SONDERLAGER IBBENBÜREN
This special camp (Sonderlager) existed from the end of 1941 until March 1945. The camp was deployed 0.5 kilometers (0.3 miles) from the town of Ibbenbüren (20 kilometers [12.4 miles] west of Osnabrück) in a specially built barracks installation (map 4a). Officially, the name of the camp was Sonderlager 1750.
Administratively and managerially, the camp was subordinate to the commanding officer of Defense District (Wehrkreis) VI, but, for its special purpose, it was subordinate to the Armed Forces High Command/Office of Counterintelligence (Oberkommando der Wehrmacht/Amt Abwehr).
The camp held Soviet prisoners of war (POWs) who were natives of Ukraine and whom the Germans had specially selected in POW camps as potential collaborators. In Sonderlager Ibbenbüren, the Germans evaluated the prisoners’ worth as propagandists and counterintelligence agents, for use in the occupied territory of Ukraine and in Germany itself, in POW work detachments (Arbeitskommandos), and in camps for eastern workers (Ostarbeiter).
SOURCES
Additional information about the Sonderlager Ibbenbüren can be found in the following publications: S. G. Chuev, Spetssluzhby Tret’ego reikha: Kniga II (St. Petersburg: Neva, 2003), pp. 248–249; and A. V. Okorokov, Osobyi front: Nemetskaia propaganda na Vostochnom fronte v gody Vtoroi mirovoi voiny (Moscow: Izdatel’stvo “Russkii put’,” 2007).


Directions: Restate each line below word for word, skipping every picture.

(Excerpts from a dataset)
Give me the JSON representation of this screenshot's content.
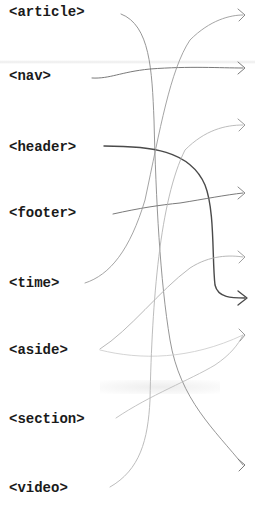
{
  "diagram": {
    "type": "matching-exercise",
    "labels": [
      {
        "id": "article",
        "text": "<article>",
        "y": 4
      },
      {
        "id": "nav",
        "text": "<nav>",
        "y": 68
      },
      {
        "id": "header",
        "text": "<header>",
        "y": 139
      },
      {
        "id": "footer",
        "text": "<footer>",
        "y": 205
      },
      {
        "id": "time",
        "text": "<time>",
        "y": 275
      },
      {
        "id": "aside",
        "text": "<aside>",
        "y": 342
      },
      {
        "id": "section",
        "text": "<section>",
        "y": 411
      },
      {
        "id": "video",
        "text": "<video>",
        "y": 480
      }
    ],
    "arrow_targets_y": [
      15,
      68,
      125,
      193,
      257,
      298,
      335,
      465
    ],
    "connections": [
      {
        "from": "article",
        "to_arrow_y": 465
      },
      {
        "from": "nav",
        "to_arrow_y": 68
      },
      {
        "from": "header",
        "to_arrow_y": 298,
        "emphasis": "dark"
      },
      {
        "from": "footer",
        "to_arrow_y": 193
      },
      {
        "from": "time",
        "to_arrow_y": 15
      },
      {
        "from": "aside",
        "to_arrow_y": 257
      },
      {
        "from": "aside",
        "to_arrow_y": 335,
        "emphasis": "faint"
      },
      {
        "from": "section",
        "to_arrow_y": 335,
        "emphasis": "faint"
      },
      {
        "from": "video",
        "to_arrow_y": 125
      }
    ],
    "colors": {
      "text": "#1a1a1a",
      "line": "#8a8a8a",
      "line_dark": "#4a4a4a",
      "line_faint": "#c8c8c8"
    }
  }
}
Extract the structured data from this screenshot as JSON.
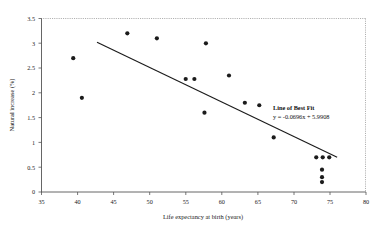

Written answer:
Give me the JSON representation of this screenshot's content.
{
  "diagram": {
    "type": "matching-exercise",
    "labels": [
      {
        "id": "article",
        "text": "<article>",
        "y": 4
      },
      {
        "id": "nav",
        "text": "<nav>",
        "y": 68
      },
      {
        "id": "header",
        "text": "<header>",
        "y": 139
      },
      {
        "id": "footer",
        "text": "<footer>",
        "y": 205
      },
      {
        "id": "time",
        "text": "<time>",
        "y": 275
      },
      {
        "id": "aside",
        "text": "<aside>",
        "y": 342
      },
      {
        "id": "section",
        "text": "<section>",
        "y": 411
      },
      {
        "id": "video",
        "text": "<video>",
        "y": 480
      }
    ],
    "arrow_targets_y": [
      15,
      68,
      125,
      193,
      257,
      298,
      335,
      465
    ],
    "connections": [
      {
        "from": "article",
        "to_arrow_y": 465
      },
      {
        "from": "nav",
        "to_arrow_y": 68
      },
      {
        "from": "header",
        "to_arrow_y": 298,
        "emphasis": "dark"
      },
      {
        "from": "footer",
        "to_arrow_y": 193
      },
      {
        "from": "time",
        "to_arrow_y": 15
      },
      {
        "from": "aside",
        "to_arrow_y": 257
      },
      {
        "from": "aside",
        "to_arrow_y": 335,
        "emphasis": "faint"
      },
      {
        "from": "section",
        "to_arrow_y": 335,
        "emphasis": "faint"
      },
      {
        "from": "video",
        "to_arrow_y": 125
      }
    ],
    "colors": {
      "text": "#1a1a1a",
      "line": "#8a8a8a",
      "line_dark": "#4a4a4a",
      "line_faint": "#c8c8c8"
    }
  }
}
Extract the structured data from this screenshot as JSON.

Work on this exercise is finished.